Association Executive Book Shelf

The Industries of the Future
by Alec Ross. Published by Simon and Schuster Paperbacks, 2016.

A few pages into "The Industries of the Future" I checked its publication date because its description of the effects of globalization and innovation seemed so prescient. It was written in 2016.

Alec Ross brings a raft of credentials to the horizon he explores. Ever mindful that "innovation brings both promise and peril," the author makes it abundantly clear that every group will not benefit from inevitable change. He brackets his argument with sentences like this: "If you can imagine an advance, somebody is already working on how to develop and commercialize it."

With good reason, workforce development and membership roles are subjects that dominate discussions in association boardrooms. Of all those affected by the swirl of dramatic change in store, one group is entirely voluntary -- those who take the time to understand what's happening. This book is a great first step for association C-Level executives interested in doing due diligence on the future of the organizations they lead.

Ross examines the ever expanding roles robots will play, how new generations of computer code will be built on genetic code, the weaponization of the Internet ("Cold War" into "Code War"), how data is increasingly the raw material of the future, how new compacts of trust need to be written between corporations, citizens, and governments.




Where Good Ideas Come From: the Nature and History of Innovation
By Steven Johnson. Published By Riverhead Books, 2010

It's no surprise that Steven Johnson, author of several, dynamic classics in contemporary thinking, treats this elusive subject in an insightful, unsentimental way.
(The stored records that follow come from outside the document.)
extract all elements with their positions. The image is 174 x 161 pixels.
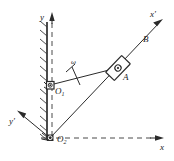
omega-label: ω [71,58,76,66]
x-axis-arrowhead [155,135,164,140]
x-axis: x [56,135,164,152]
fixed-wall [40,21,47,140]
wall-hatching [40,21,47,140]
y-prime-axis-label: y' [8,116,16,126]
point-O1-subscript: 1 [62,91,65,97]
O1-pin-center [49,84,51,86]
y-prime-line [21,114,50,138]
x-prime-arrowhead [153,19,163,26]
pin-support-O2: O 2 [41,133,67,145]
mechanism-diagram: y x x' B y' ω [0,0,174,161]
omega-marker: ω [66,58,80,85]
y-axis-arrowhead [49,12,54,21]
x-prime-axis-label: x' [149,9,157,19]
point-O2-subscript: 2 [64,139,67,145]
x-axis-label: x [159,142,164,152]
omega-tick-line [72,67,80,85]
y-axis-label: y [39,12,44,22]
point-B-label: B [143,34,149,44]
diagram-canvas: y x x' B y' ω [0,0,174,161]
point-A-label: A [122,72,129,82]
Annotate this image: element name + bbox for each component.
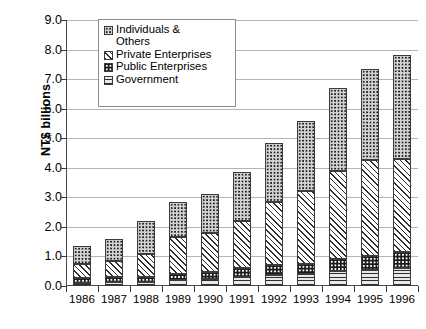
y-tick (61, 20, 67, 21)
legend: Individuals & OthersPrivate EnterprisesP… (98, 19, 236, 107)
bar-segment-public[interactable] (361, 256, 379, 270)
y-tick-label: 0.0 (18, 280, 62, 292)
y-tick-label: 9.0 (18, 14, 62, 26)
y-tick (61, 109, 67, 110)
bar-1990[interactable] (201, 194, 219, 286)
bar-segment-public[interactable] (169, 274, 187, 280)
y-tick (61, 168, 67, 169)
bar-segment-public[interactable] (73, 278, 91, 283)
x-tick-label-1996: 1996 (382, 292, 422, 306)
bar-1989[interactable] (169, 202, 187, 286)
y-tick (61, 50, 67, 51)
bar-segment-government[interactable] (73, 283, 91, 286)
bar-segment-government[interactable] (393, 268, 411, 286)
bar-1987[interactable] (105, 239, 123, 286)
bar-segment-public[interactable] (233, 268, 251, 277)
bar-1994[interactable] (329, 88, 347, 286)
y-tick (61, 138, 67, 139)
bar-segment-private[interactable] (73, 264, 91, 278)
y-axis-tick-labels: 9.08.07.06.05.04.03.02.01.00.0 (16, 20, 62, 286)
legend-item-public[interactable]: Public Enterprises (104, 61, 231, 73)
bar-segment-public[interactable] (201, 272, 219, 279)
bar-segment-public[interactable] (137, 277, 155, 282)
bar-segment-private[interactable] (361, 160, 379, 256)
bar-1991[interactable] (233, 172, 251, 286)
legend-label: Individuals & Others (116, 24, 180, 48)
bar-1988[interactable] (137, 221, 155, 286)
bar-segment-private[interactable] (233, 221, 251, 268)
legend-swatch-government-icon (104, 76, 113, 85)
bar-segment-individuals[interactable] (265, 143, 283, 202)
legend-item-individuals[interactable]: Individuals & Others (104, 24, 231, 48)
bar-segment-government[interactable] (297, 274, 315, 286)
legend-label: Public Enterprises (116, 61, 207, 73)
bar-segment-government[interactable] (169, 280, 187, 287)
bar-segment-private[interactable] (137, 254, 155, 277)
bar-segment-private[interactable] (169, 237, 187, 273)
legend-swatch-private-icon (104, 51, 113, 60)
bar-segment-government[interactable] (265, 275, 283, 286)
y-tick-label: 1.0 (18, 250, 62, 262)
stacked-bar-chart: NT$ billions 9.08.07.06.05.04.03.02.01.0… (0, 0, 426, 329)
bar-segment-individuals[interactable] (201, 194, 219, 232)
bar-segment-private[interactable] (297, 191, 315, 263)
bar-1996[interactable] (393, 55, 411, 286)
bar-segment-government[interactable] (105, 282, 123, 286)
legend-swatch-individuals-icon (104, 26, 113, 35)
bar-segment-government[interactable] (329, 271, 347, 286)
bar-1992[interactable] (265, 143, 283, 286)
y-tick (61, 227, 67, 228)
bar-segment-individuals[interactable] (233, 172, 251, 221)
bar-segment-individuals[interactable] (169, 202, 187, 237)
bar-segment-private[interactable] (105, 261, 123, 277)
y-tick-label: 5.0 (18, 132, 62, 144)
bar-1995[interactable] (361, 69, 379, 286)
bar-segment-government[interactable] (137, 282, 155, 286)
y-tick-label: 3.0 (18, 191, 62, 203)
legend-item-private[interactable]: Private Enterprises (104, 49, 231, 61)
bar-segment-private[interactable] (201, 233, 219, 272)
bar-segment-individuals[interactable] (105, 239, 123, 261)
y-tick (61, 197, 67, 198)
bar-segment-public[interactable] (393, 252, 411, 268)
legend-swatch-public-icon (104, 63, 113, 72)
bar-segment-individuals[interactable] (73, 246, 91, 264)
y-tick (61, 79, 67, 80)
bar-segment-government[interactable] (201, 279, 219, 286)
y-tick-label: 6.0 (18, 103, 62, 115)
bar-segment-public[interactable] (297, 264, 315, 274)
bar-segment-public[interactable] (105, 277, 123, 282)
bar-1993[interactable] (297, 121, 315, 287)
y-tick-label: 8.0 (18, 44, 62, 56)
bar-segment-individuals[interactable] (329, 88, 347, 171)
bar-segment-private[interactable] (265, 202, 283, 265)
bar-segment-public[interactable] (265, 265, 283, 275)
y-tick-label: 7.0 (18, 73, 62, 85)
y-tick-label: 2.0 (18, 221, 62, 233)
y-tick-label: 4.0 (18, 162, 62, 174)
x-axis-tick-labels: 1986198719881989199019911992199319941995… (66, 292, 418, 312)
bar-1986[interactable] (73, 246, 91, 286)
bar-segment-private[interactable] (329, 171, 347, 259)
bar-segment-public[interactable] (329, 259, 347, 271)
bar-segment-individuals[interactable] (393, 55, 411, 158)
bar-segment-private[interactable] (393, 159, 411, 252)
bar-segment-government[interactable] (233, 277, 251, 286)
bar-segment-individuals[interactable] (137, 221, 155, 254)
y-tick (61, 256, 67, 257)
bar-segment-government[interactable] (361, 270, 379, 286)
bar-segment-individuals[interactable] (361, 69, 379, 161)
bar-segment-individuals[interactable] (297, 121, 315, 192)
legend-item-government[interactable]: Government (104, 74, 231, 86)
legend-label: Private Enterprises (116, 49, 211, 61)
legend-label: Government (116, 74, 178, 86)
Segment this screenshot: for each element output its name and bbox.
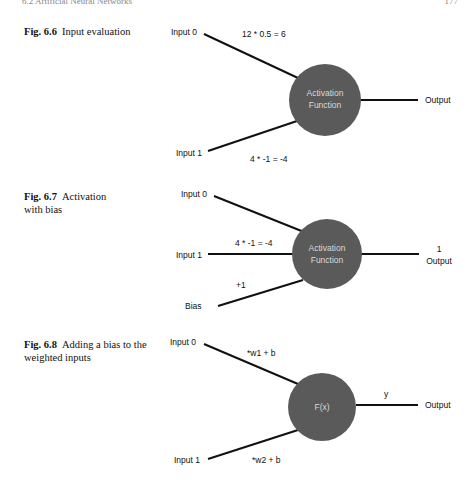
- node-label-line2: Function: [309, 100, 342, 110]
- diagram-fig-6-6: Input 0 12 * 0.5 = 6 Input 1 4 * -1 = -4…: [171, 27, 451, 164]
- edge-bias: [218, 280, 303, 306]
- node-label-line1: Activation: [309, 243, 346, 253]
- input-1-weight: 4 * -1 = -4: [250, 154, 288, 164]
- output-value: y: [384, 389, 389, 399]
- node-label: F(x): [314, 402, 329, 412]
- activation-node: [292, 219, 362, 289]
- diagram-fig-6-7: Input 0 Input 1 4 * -1 = -4 Bias +1 Acti…: [176, 189, 452, 311]
- input-0-label: Input 0: [170, 337, 196, 347]
- bias-label: Bias: [185, 301, 202, 311]
- node-label-line1: Activation: [307, 88, 344, 98]
- input-0-weight: 12 * 0.5 = 6: [242, 29, 286, 39]
- node-label-line2: Function: [311, 255, 344, 265]
- output-value: 1: [437, 244, 442, 254]
- input-1-label: Input 1: [176, 250, 202, 260]
- diagram-fig-6-8: Input 0 *w1 + b Input 1 *w2 + b F(x) y O…: [170, 337, 451, 465]
- bias-weight: +1: [236, 280, 246, 290]
- input-1-weight: *w2 + b: [252, 455, 281, 465]
- input-1-label: Input 1: [174, 455, 200, 465]
- input-0-weight: *w1 + b: [247, 348, 276, 358]
- edge-input-1: [208, 121, 297, 151]
- input-0-label: Input 0: [171, 27, 197, 37]
- output-label: Output: [425, 95, 451, 105]
- neural-network-figures: Input 0 12 * 0.5 = 6 Input 1 4 * -1 = -4…: [0, 0, 472, 483]
- output-label: Output: [426, 256, 452, 266]
- edge-input-0: [214, 196, 304, 232]
- input-0-label: Input 0: [181, 189, 207, 199]
- edge-input-0: [204, 34, 298, 78]
- output-label: Output: [425, 400, 451, 410]
- input-1-weight: 4 * -1 = -4: [235, 238, 273, 248]
- input-1-label: Input 1: [176, 148, 202, 158]
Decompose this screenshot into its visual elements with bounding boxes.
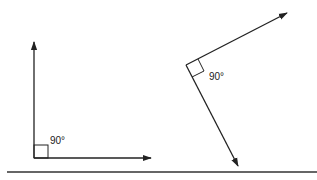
upper-arrow bbox=[186, 13, 287, 65]
left-right-angle: 90° bbox=[34, 42, 151, 158]
right-angles-diagram: 90° 90° bbox=[0, 0, 317, 180]
angle-label: 90° bbox=[209, 71, 224, 82]
angle-label: 90° bbox=[50, 135, 65, 146]
rotated-right-angle: 90° bbox=[186, 13, 287, 166]
right-angle-marker bbox=[34, 145, 48, 158]
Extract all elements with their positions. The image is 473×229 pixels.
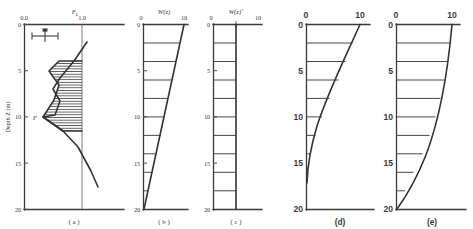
panel-e-ylabel-10: 10: [383, 112, 393, 122]
panel-a-xtick-0: 0.0: [20, 14, 28, 21]
figure-root: FL 0.0 1.0 0 5 10 15 20: [0, 0, 473, 229]
panel-d-caption: (d): [335, 217, 346, 227]
panel-b-xtick-0: 0: [139, 14, 142, 21]
panel-a-ylabel-10: 10: [15, 113, 21, 120]
panel-a-svg: FL 0.0 1.0 0 5 10 15 20: [0, 0, 128, 229]
panel-d-rungs: [307, 43, 353, 168]
panel-e-svg: 0 10 0 5 10 15 20 (e): [374, 0, 473, 229]
panel-c-svg: W(z)* 0 10 0 5 10 15 20: [196, 0, 276, 229]
panel-d-data-curve: [307, 25, 360, 184]
panel-d-concave-profile: 0 10 0 5 10 15 20 (d): [284, 0, 380, 229]
panel-e-rungs: [397, 43, 451, 191]
panel-c-ylabel-0: 0: [207, 21, 210, 28]
panel-c-title: W(z)*: [229, 8, 244, 16]
panel-c-ylabel-10: 10: [204, 113, 210, 120]
panel-c-ylabel-20: 20: [204, 206, 210, 213]
panel-a-depth-axis-label: Depth Z (m): [4, 102, 12, 133]
panel-b-ylabel-0: 0: [137, 21, 140, 28]
panel-a-xtick-1: 1.0: [78, 14, 86, 21]
panel-a-ylabel-0: 0: [18, 21, 21, 28]
panel-e-convex-profile: 0 10 0 5 10 15 20 (e): [374, 0, 473, 229]
panel-d-ylabel-10: 10: [293, 112, 303, 122]
panel-a-ylabel-5: 5: [18, 67, 21, 74]
panel-c-ylabel-5: 5: [207, 67, 210, 74]
panel-d-ylabel-20: 20: [293, 204, 303, 214]
panel-c-ylabel-15: 15: [204, 160, 210, 167]
panel-b-ylabel-5: 5: [137, 67, 140, 74]
panel-c-caption: ( c ): [231, 218, 242, 226]
panel-e-ylabel-20: 20: [383, 204, 393, 214]
panel-e-caption: (e): [427, 217, 437, 227]
panel-d-ylabel-15: 15: [293, 158, 303, 168]
panel-a-ylabel-20: 20: [15, 206, 21, 213]
panel-c-xtick-1: 10: [255, 14, 261, 21]
panel-e-ylabel-5: 5: [388, 66, 393, 76]
panel-a-annotation-f: F: [32, 114, 37, 121]
panel-c-xtick-0: 0: [209, 14, 212, 21]
panel-b-ylabel-10: 10: [134, 113, 140, 120]
panel-b-xtick-1: 10: [181, 14, 187, 21]
panel-d-ylabel-5: 5: [298, 66, 303, 76]
panel-e-ylabel-0: 0: [388, 20, 393, 30]
panel-a-caption: ( a ): [69, 218, 80, 226]
panel-b-ylabel-15: 15: [134, 160, 140, 167]
panel-d-xtick-0: 0: [304, 10, 309, 20]
panel-a-ylabel-15: 15: [15, 160, 21, 167]
panel-d-xtick-1: 10: [355, 10, 365, 20]
panel-d-ylabel-0: 0: [298, 20, 303, 30]
panel-e-xtick-0: 0: [394, 10, 399, 20]
panel-e-xtick-1: 10: [447, 10, 457, 20]
panel-b-wz-wedge: W(z) 0 10 0 5 10 15 20: [126, 0, 198, 229]
panel-a-error-bar: [32, 28, 58, 42]
panel-b-ylabel-20: 20: [134, 206, 140, 213]
panel-b-caption: ( b ): [158, 218, 169, 226]
panel-b-title: W(z): [158, 8, 170, 16]
panel-d-svg: 0 10 0 5 10 15 20 (d): [284, 0, 380, 229]
panel-c-rungs: [214, 43, 237, 191]
panel-c-wz-star-ladder: W(z)* 0 10 0 5 10 15 20: [196, 0, 276, 229]
panel-e-ylabel-15: 15: [383, 158, 393, 168]
panel-b-svg: W(z) 0 10 0 5 10 15 20: [126, 0, 198, 229]
panel-a-fl-profile: FL 0.0 1.0 0 5 10 15 20: [0, 0, 128, 229]
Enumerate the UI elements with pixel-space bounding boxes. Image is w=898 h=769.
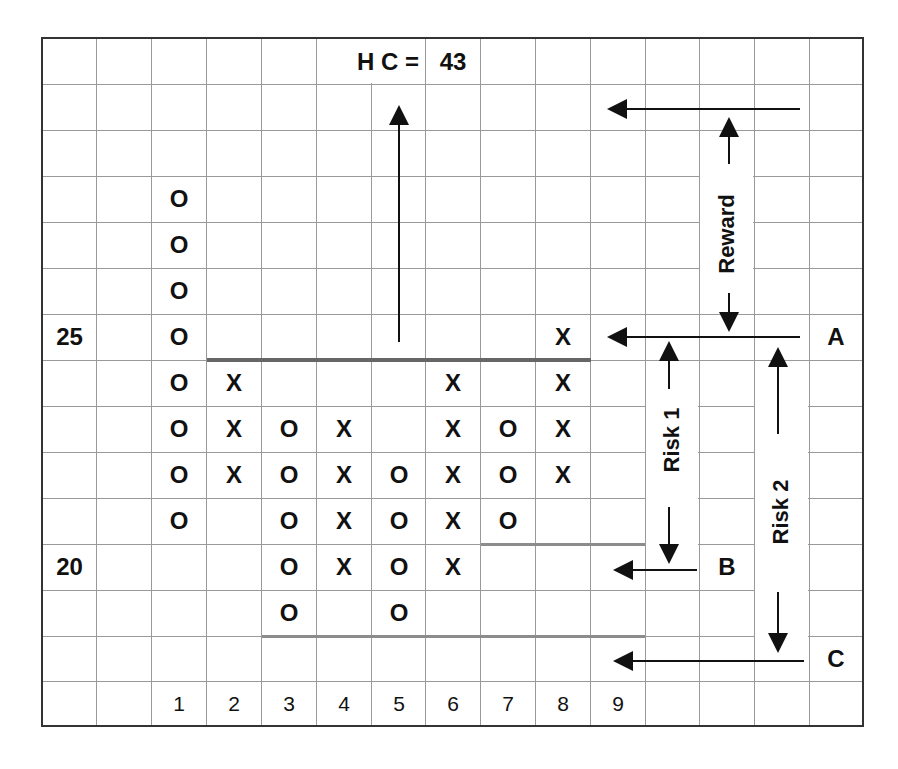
target-left-arrow-icon <box>607 99 800 119</box>
risk1-down-arrow-icon <box>659 507 679 564</box>
risk1-up-arrow-icon <box>659 341 679 389</box>
level-b-left-arrow-icon <box>613 560 697 580</box>
reward-up-arrow-icon <box>719 117 739 164</box>
arrows-layer <box>43 39 862 725</box>
risk2-up-arrow-icon <box>768 347 788 434</box>
level-a-left-arrow-icon <box>607 327 800 347</box>
point-and-figure-chart: H C = 43 25 20 O O O O O O O O X X X O O… <box>41 37 864 727</box>
risk2-down-arrow-icon <box>768 592 788 653</box>
level-c-left-arrow-icon <box>613 651 804 671</box>
target-up-arrow-icon <box>389 105 409 342</box>
reward-down-arrow-icon <box>719 293 739 332</box>
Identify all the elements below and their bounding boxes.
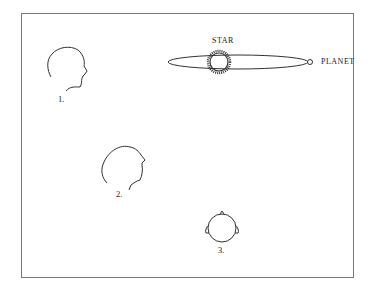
- head-profile-1: [48, 47, 87, 91]
- orbit-ellipse: [168, 55, 308, 69]
- figure-label-2: 2.: [116, 189, 122, 199]
- planet-icon: [308, 60, 313, 65]
- figure-label-3: 3.: [218, 245, 224, 255]
- star-icon: [208, 51, 230, 73]
- star-label: STAR: [212, 36, 234, 45]
- orbit-diagram: [168, 51, 313, 73]
- figure-label-1: 1.: [58, 94, 64, 104]
- head-top-3: [206, 211, 239, 242]
- diagram-canvas: [0, 0, 380, 292]
- head-profile-2: [102, 146, 145, 190]
- planet-label: PLANET: [321, 57, 355, 66]
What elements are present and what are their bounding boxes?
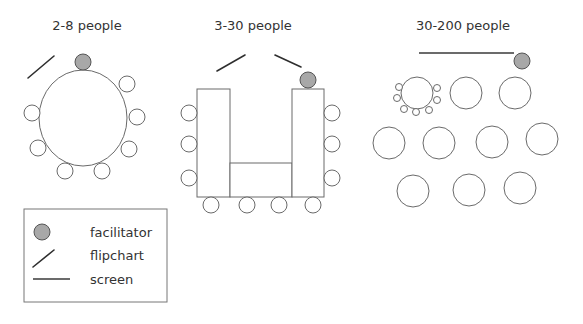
chair (434, 97, 441, 104)
legend: facilitator flipchart screen (24, 209, 167, 302)
chair (396, 84, 403, 91)
layout-small-group: 2-8 people (24, 18, 145, 179)
chair (401, 106, 408, 113)
facilitator-icon (514, 53, 530, 69)
layout-title: 2-8 people (52, 18, 121, 33)
chair (324, 170, 340, 186)
round-table (450, 77, 482, 109)
chair (239, 197, 255, 213)
layout-title: 3-30 people (214, 18, 292, 33)
flipchart-icon (275, 55, 301, 67)
table-bottom (230, 163, 292, 197)
layout-u-shape: 3-30 people (181, 18, 340, 213)
legend-label-flipchart: flipchart (90, 248, 144, 263)
round-table (373, 127, 405, 159)
round-table (423, 127, 455, 159)
chair (324, 136, 340, 152)
chair (394, 95, 401, 102)
flipchart-icon (217, 55, 245, 71)
layout-title: 30-200 people (416, 18, 510, 33)
round-table (526, 123, 558, 155)
round-table (504, 172, 536, 204)
round-table (39, 70, 127, 166)
chair (426, 107, 433, 114)
round-table (397, 175, 429, 207)
chair (30, 140, 46, 156)
chair (57, 163, 73, 179)
round-table (401, 77, 433, 109)
table-left (197, 89, 230, 197)
chair (181, 170, 197, 186)
chair (121, 141, 137, 157)
chair (305, 197, 321, 213)
chair (434, 85, 441, 92)
legend-label-screen: screen (90, 272, 133, 287)
round-table (476, 126, 508, 158)
chair (324, 105, 340, 121)
layout-large-group: 30-200 people (373, 18, 558, 207)
facilitator-icon (300, 72, 316, 88)
chair (119, 76, 135, 92)
facilitator-icon (75, 54, 91, 70)
legend-label-facilitator: facilitator (90, 225, 153, 240)
chair (94, 163, 110, 179)
chair (181, 105, 197, 121)
round-table (453, 174, 485, 206)
chair (129, 109, 145, 125)
chair (413, 109, 420, 116)
chair (181, 136, 197, 152)
chair (24, 105, 40, 121)
chair (271, 197, 287, 213)
flipchart-icon (28, 56, 54, 78)
facilitator-icon (34, 224, 50, 240)
chair (203, 197, 219, 213)
round-table (499, 77, 531, 109)
table-right (292, 89, 324, 197)
seating-diagram: 2-8 people 3-30 people 30-200 people (0, 0, 583, 324)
You can hear echoes of principles found in another of his works -- Emergence -- about how critical mass and proximity alter the nature of interactions. Johnson challenges with authority romantic notions of breakthroughs as sudden events unique to the individual who articulates one of them at a certain moment in time.

Rather, the author presents the case for types of environments that encourage creativity. This prescription should be uplifting for all kinds of organizations, especially associations whose very existence is centered on drawing diverse people together around a single focus. The traditional mandate that an association strive to remain the primary source of information for its members or donors should be expanded to include becoming the primary inspiration for meaningful breakthroughs that advance the industry or search at its core.

The time is right. As Johnson points out the 10/10 rule of past decades, that a new invention took 10 years to develop and another 10 years to be understood and accepted by the populace, has been shrunk in our internet age sometimes to a 1/1 rule. At the same time, the author cautions that everything is not possible. He explains "the adjacent possible" how out of the scraps of existing elements and ideas, new formulations emerge. But new formulations create new scraps out of which even newer ideas will emerge. Organizations of all kinds, especially associations, are urged to foster an environment of openness and continuous learning to remain relevant. It's not an option. It's a requirement.

In all of this mix, there are guidelines for how organizations and individuals can comport themselves to retain identity and remain on the right side of change, often by loosening the grip of the past.